Welcome to Texas, Mr. Obama

by

On the sunshiny morning of Nov. 22, 1963, the legend goes, John F. Kennedy awoke in Fort Worth in a grimly realistic humor. The day before, the first Catholic president had touched down in Houston for a two-day trip to raise money and fire up loyal Democrats for the coming re-election campaign. Later that morning he’d be heading to Dallas, where some 5,000 handbills had been circulated featuring police-lineup-style photos of the president and the headline, “Wanted for Treason.”

In The Dallas Morning News, Kennedy perused a full-page ad purchased by a John Birch Society member, sarcastically headlined, “Welcome Mr.

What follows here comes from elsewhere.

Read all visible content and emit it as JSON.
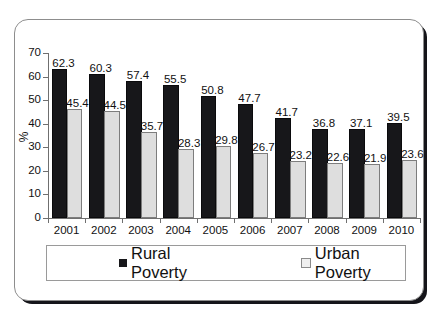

Kennedy to Dallas.” It “demanded” that the president publicly answer 12 conspiratorial questions, including this one: “WHY have you ordered or permitted your brother Bobby, the Attorney General, to go soft on Communists, fellow-travelers, and ultra-leftists in America?”

“We’re really in nut country now,” the president told the first lady.

But JFK, for all his (actual and factual) faults, possessed an oversized set of cojones–too large, perhaps. After Air Force One landed in Dallas, he took his sweet time shaking hands along the crowded airport fence at Love Field, “showing he is not afraid,” as one reporter said. Twenty minutes later, the presidential limo he’d insisted on leaving open-topped was gliding toward the Dallas Trade Mart, where Kennedy planned to say a few choice things about right-wing fanaticism.

I think you can pick up the story from there.

The denizens of Texas nut country did not kill Kennedy that day. But many celebrated openly and joyously after Lee Harvey Oswald did. Birchers and Klansmen gloated. Elementary-school students in the Dallas ‘burbs broke into spontaneous applause. In Amarillo, a reporter witnessed jubilation in the streets, with men whooping and tossing their hats in the air and one woman crying out, “Hey, great, JFK’s croaked!”

Fast-forward 46 years and nine months. To a right-wing Texas that can once again be aptly described as “nut country.” To another presidential visit, slated for Aug. 9. To another time when a vocal minority of Texans are expressing open, slanderous and rhetorically violent hostility toward a president whose greatest crime is not being a White Anglo-Saxon Protestant.

Oh come on, you might say. That was half a century ago. Texas has evolved!

And you’d be right. Back then, the right-wing extremists were backed by ultraconservative newspaper publishers, oilmen and preachers. Nowadays, the White Right’s bigotry is openly shared and encouraged by the state’s highest official, Gov. Rick Perry. Another notable difference: In the Texas of today, most of the state’s leading Democrats are too puny and poll-driven to have their president’s back. Conservative Democratic Gov. John Connally, despite his opposition to Kennedy’s civil-rights agenda (and despite the president’s ominous poll numbers), rode with him in that ill-fated convertible and damn near paid for it with his life. Bill White, this year’s moderate Democratic candidate for governor, is too–ahem–pragmatic to even attend one of Obama’s private fundraisers.

Pragmatism is always the handiest excuse for cowardice. That hasn’t changed in 47 years.

Neither has the rhetoric used against non-WASP presidents. On July 31, the neo-Birchers rallied outside the state Capitol, cheering three hours’ worth of lightly updated versions of precisely the same charges being flung in 1963. Just one example: The Kennedy “treason” flyers accused him of “Betraying the Constitution,” abetting communism, and appointing “Anti-Christians to Federal Office.” At the Tea Party rally, speaker L. Scott Smith of Corpus Christi declared that Obama’s “goal is to do whatever he can to reinvent the United States of America into the aggressively, militantly, secular socialist and post-Christian state he wants it to be. This means … deconstructing the Constitution however he pleases.”

I’m not suggesting that Obama is risking his life by venturing into Texas. But that’s only true because presidents no longer take the security risks that Kennedy did. Obama will be kept safe and sealed off from our wingnuts. He’ll almost surely live to push America further down that slippery slope to atheistic socialism.

But that won’t change the fact that the sense of shame every decent Texan felt in late 1963–from the knowledge that plenty of folks in this state would have relished killing the president if they’d had the guts to do it–should be felt afresh in 2010. And it won’t change the fact that those who stay silent, in the face of this latest outbreak of un-American bigotry, are every bit as culpable as Perry and the Tea Partiers.